A review by andrewrmart
The Beauty That Remains by Ashley Woodfolk

4.0

Update: A few days after recording the notes below, I’ve moved from 3 stars to 4.

I approached this cautiously (as I do with all YA lit that promises sadness) and wound up pleasantly surprised by teenage characters who definitely feel like real humans (rather than caricatures) and a tasteful exploration of grief from diverse perspectives. To that end, I am actually on the verge of 4 stars as I write this! I think this is a book that I could reasonably expect young adult students (particularly young women) to pick up on their own accord because it does a good job capturing both strong emotions/relationships in youth and strong feelings that those emotions/relationships are misunderstood by outsiders -- at one point early on, one of the narrators muses on the fact that proximity to a person is not equal to intimacy. Slowly but surely, the narrators discover all of the beauty that remains after the deaths of their loved ones, although of course they encounter troublesome roadblocks along the way. Below are some excerpted thoughts that I share with another Goodreads user:

It is hard to write a good book about grief. First, you must convince the reader of the importance of the relationship between the protagonist(s) and the deceased; make them care about a fictional dead person as much as the characters supposedly do. Then you must also, usually, create a compelling story arc out of this grief. What will happen next? Where do the characters go from here? What are we reading for? Books about grief risk becoming "concept books", in that the concept is "this character is sad" but a story doesn't grow out of it.
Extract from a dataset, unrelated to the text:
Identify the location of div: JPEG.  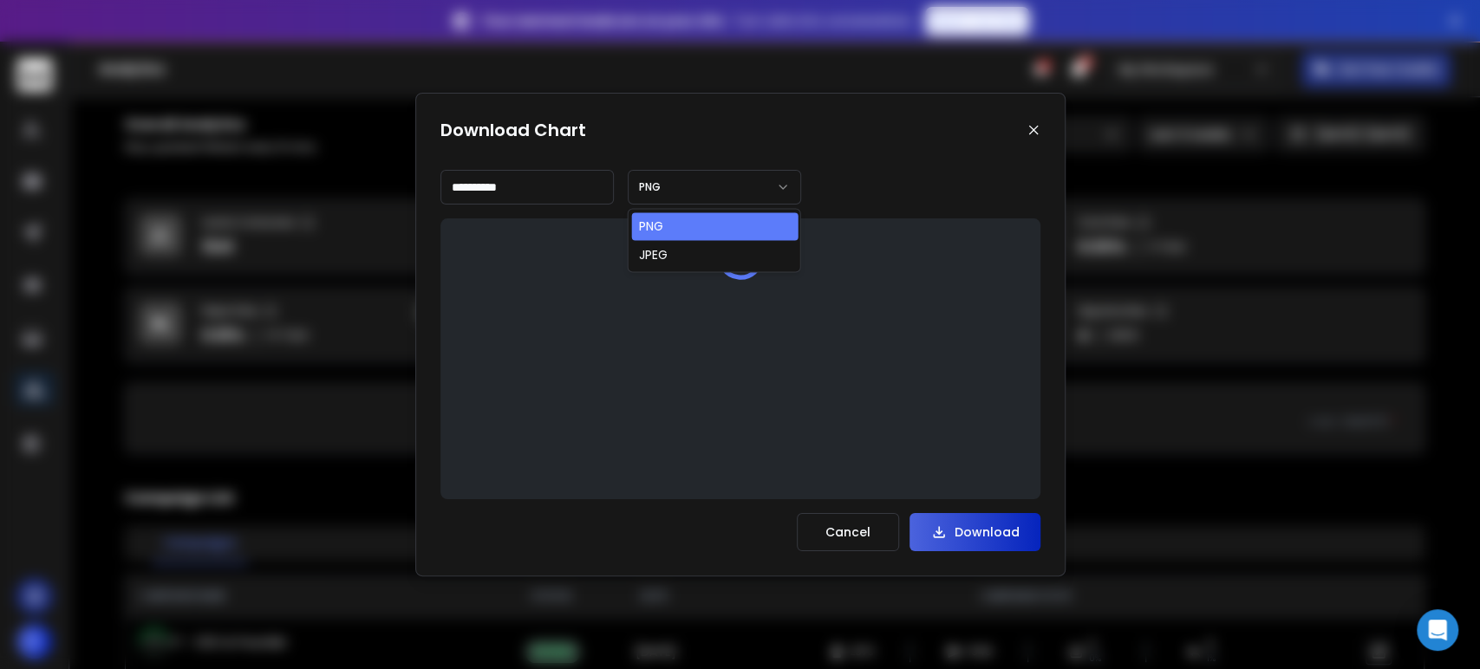
(653, 254).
I think this second point is where the book struggled a little.
The Beauty That Remains follows three diverse teenagers as they cope with their individual grief. Korean-American Autumn has lost her best friend, Tavia, in an accident. Black identical twins Shay and Sasha have been torn apart by the end to Sasha's long battle with leukemia. And white Logan develops a drinking problem when his ex-boyfriend and first love commits suicide.

All three narrators have individual struggles, but these start to come together and overlap as the story progresses. Each is linked, in some way, by music, and Logan's old band called Unraveling Lovely.

The author puts a lot of emotion into her characters, especially in the beginning when painting in their backstory and relationship to those who have died. Woodfolk explores what it means to lose a twin - that one person who is so closely tied to you and has been by your side all your life - and what it's like to feel like you could have prevented the death of an ex if only... if only.

It's a timely story, as each narrator uses digital technology in a different way to deal with their grief. Logan watches Bram's vlogs, Autumn sends online messages to Tavia, and Shay turns to blogging about music. About a third of the way in, however, I felt like their emotions, the "concept" of their grief had been explored exhaustively, and that the story grew a little tiresome and repetitive.